━━━━━ Source material
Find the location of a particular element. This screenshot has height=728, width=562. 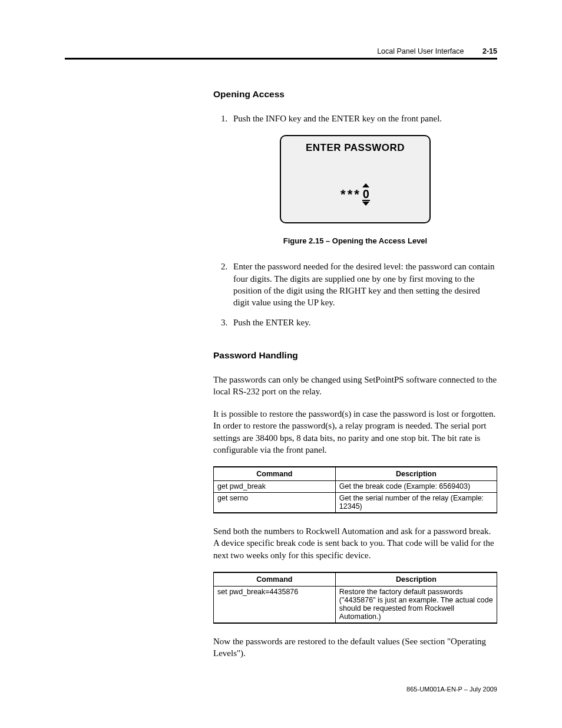

table-row: set pwd_break=4435876 Restore the factor… is located at coordinates (356, 605).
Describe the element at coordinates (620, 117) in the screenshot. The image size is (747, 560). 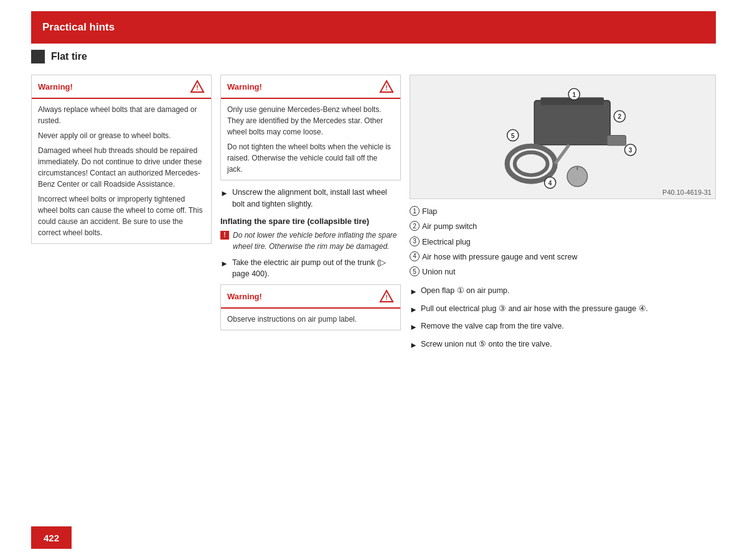
I see `svg-text: 2` at that location.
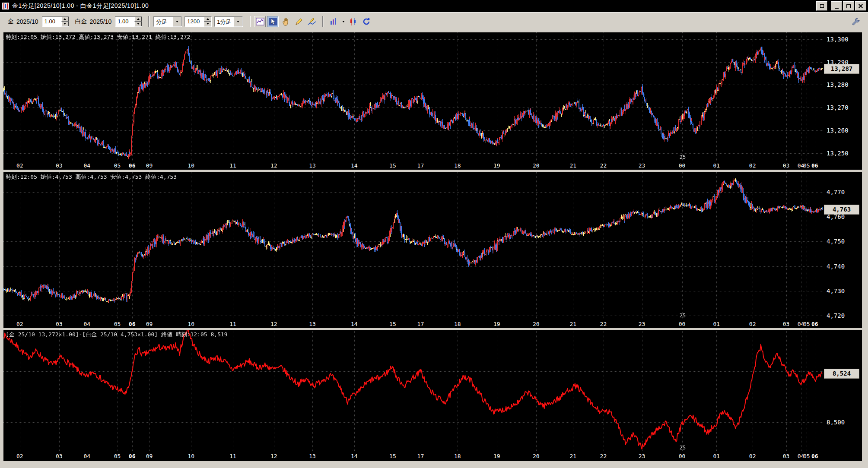 The width and height of the screenshot is (868, 468). I want to click on last-price-badge-platinum: 4,763, so click(842, 210).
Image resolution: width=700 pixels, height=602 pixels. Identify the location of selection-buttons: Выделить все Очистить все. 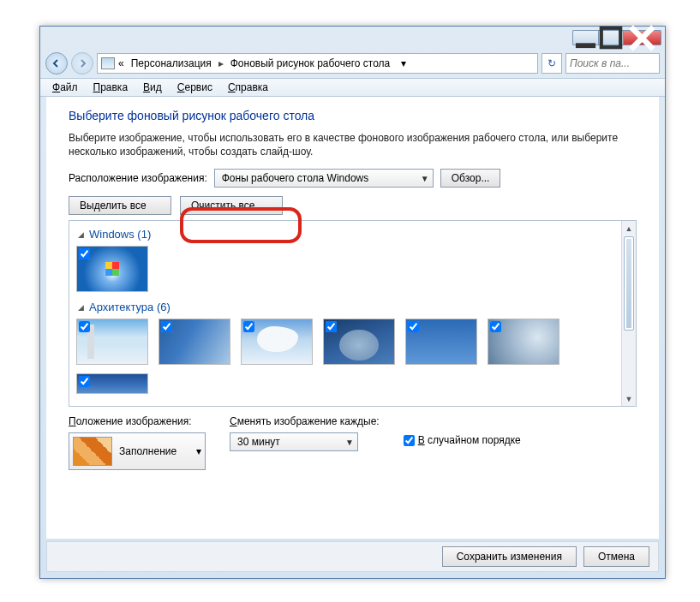
(353, 206).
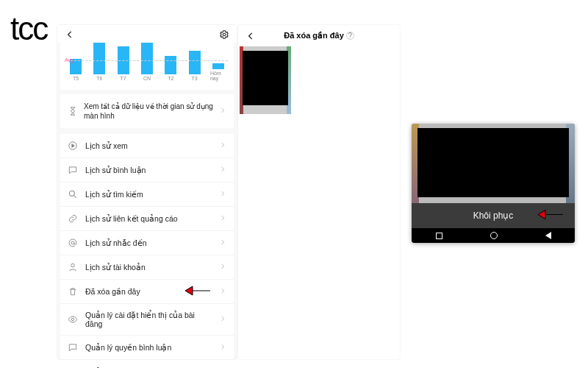 This screenshot has width=588, height=368. Describe the element at coordinates (147, 268) in the screenshot. I see `menu-item-person: Lịch sử tài khoản` at that location.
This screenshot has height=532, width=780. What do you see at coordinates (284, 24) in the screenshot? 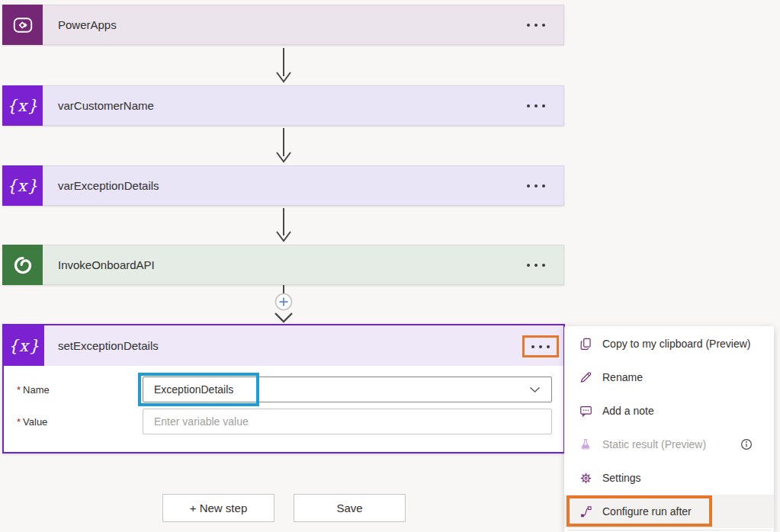
I see `step-powerapps: PowerApps` at bounding box center [284, 24].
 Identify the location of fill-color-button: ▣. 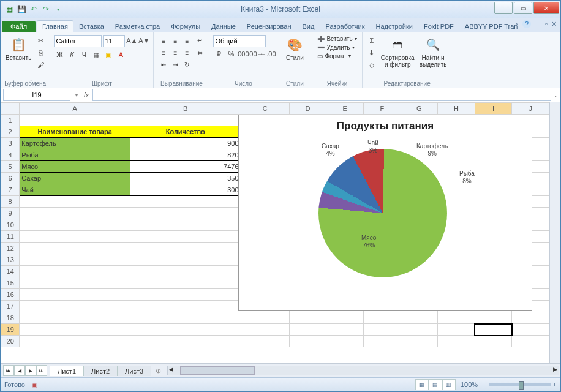
(108, 55).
━━━━━━━━━━
:: Description of the task ::
Write the records out again exactly; none of the pictures belong in the copy.

:: Answer section ::
Find the location of a particular element. This screenshot has height=728, width=562. 

table-row: set pwd_break=4435876 Restore the factor… is located at coordinates (356, 605).
Describe the element at coordinates (620, 117) in the screenshot. The image size is (747, 560). 
I see `svg-text: 2` at that location.
 The width and height of the screenshot is (868, 468). I want to click on last-price-badge-platinum: 4,763, so click(842, 210).
Image resolution: width=700 pixels, height=602 pixels. Identify the location of selection-buttons: Выделить все Очистить все. 
(353, 206).
 This screenshot has width=588, height=368. Describe the element at coordinates (147, 268) in the screenshot. I see `menu-item-person: Lịch sử tài khoản` at that location.
This screenshot has height=532, width=780. What do you see at coordinates (284, 24) in the screenshot? 
I see `step-powerapps: PowerApps` at bounding box center [284, 24].
 Identify the location of fill-color-button: ▣. 
(108, 55).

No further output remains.